Shorts have been covering since early April, and the pace has accelerated. Short interest as a percentage of the free float dropped to 1.37% on May 12, down from a local peak of 2.4% on April 6 — nearly a halving over six weeks. The past month alone saw a 43% decline in shares short, with the most recent week adding another 12% to that decline. The absolute numbers remain small — roughly 25,000 shares — but the directional signal is clear: bearish positioning has been unwound at a meaningful clip.
The borrow market tells a more nuanced story. Cost to borrow runs at ~35% annualised, elevated for a stock this size, though it has eased from a peak near 49% in early April. Availability is not a constraint here — the lending pool is well-supplied relative to the level of short interest. The ORTEX short score is a moderate 55, consistent with a name that still attracts some bearish attention but is far from crowded territory.
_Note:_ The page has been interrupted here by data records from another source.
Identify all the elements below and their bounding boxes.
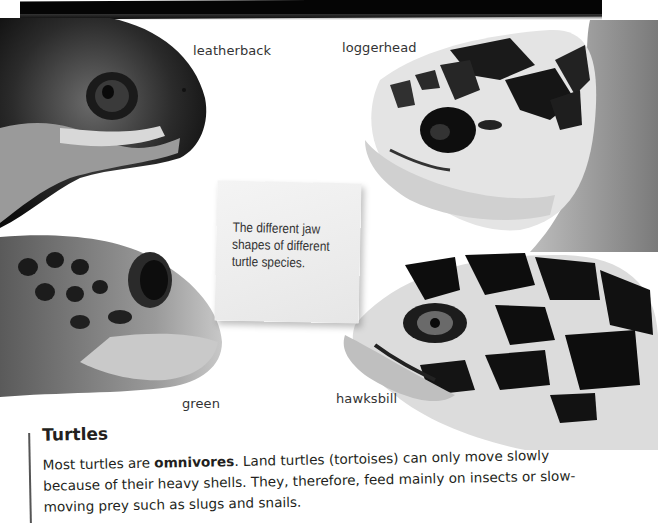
- green-head-image: [0, 232, 225, 397]
- paragraph-text-start: Most turtles are: [43, 455, 155, 473]
- label-hawksbill: hawksbill: [336, 391, 397, 406]
- label-loggerhead: loggerhead: [342, 40, 417, 55]
- caption-note-card: The different jaw shapes of different tu…: [215, 181, 362, 324]
- hawksbill-head-image: [335, 245, 658, 450]
- section-left-rule: [28, 433, 31, 523]
- figure-caption: The different jaw shapes of different tu…: [232, 219, 339, 272]
- term-omnivores: omnivores: [154, 453, 234, 471]
- section-paragraph: Most turtles are omnivores. Land turtles…: [43, 444, 604, 518]
- leatherback-head-image: [0, 18, 215, 233]
- label-green: green: [182, 396, 220, 411]
- label-leatherback: leatherback: [193, 43, 271, 58]
- section-heading: Turtles: [42, 423, 108, 444]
The catalyst for the covering is clear. Buda Juice reported Q1 2026 results today, posting adjusted EPS of $0.05 on sales of $3.5 million. That followed a distribution expansion announcement on May 11, when the company said it was rolling out across nine new states — a meaningful footprint move for a small packaged foods brand. Last time BUDA reported (March 26), the stock barely flinched on the day (-0.1%) before recovering 6.6% over the following five sessions, a pattern suggesting traders treat the print as a launchpad rather than a hurdle. The stock is up 2.7% on the week and closed at $9.94, though it remains 4.2% below where it started a month ago.
The ownership picture is highly concentrated. Three named individuals — Bernard Nussbaumer (23.1%), Bryan Herr (21%), and Horatio Lonsdale-Hands (17.9%) — together hold more than 62% of shares. Grow Funds LLC built a 10% stake as of early January. Institutional names are present but thin: Vanguard held around 50,000 shares as of March and BlackRock entered with just over 8,000 shares as of April 30. The tight float — 1.85 million shares — means relatively small changes in demand can move the price noticeably.
The next confirmed earnings event is May 22. With today's Q1 figures freshly digested and the nine-state distribution story still unfolding, the question heading into that date is how quickly the new retail placements translate into revenue run-rate guidance.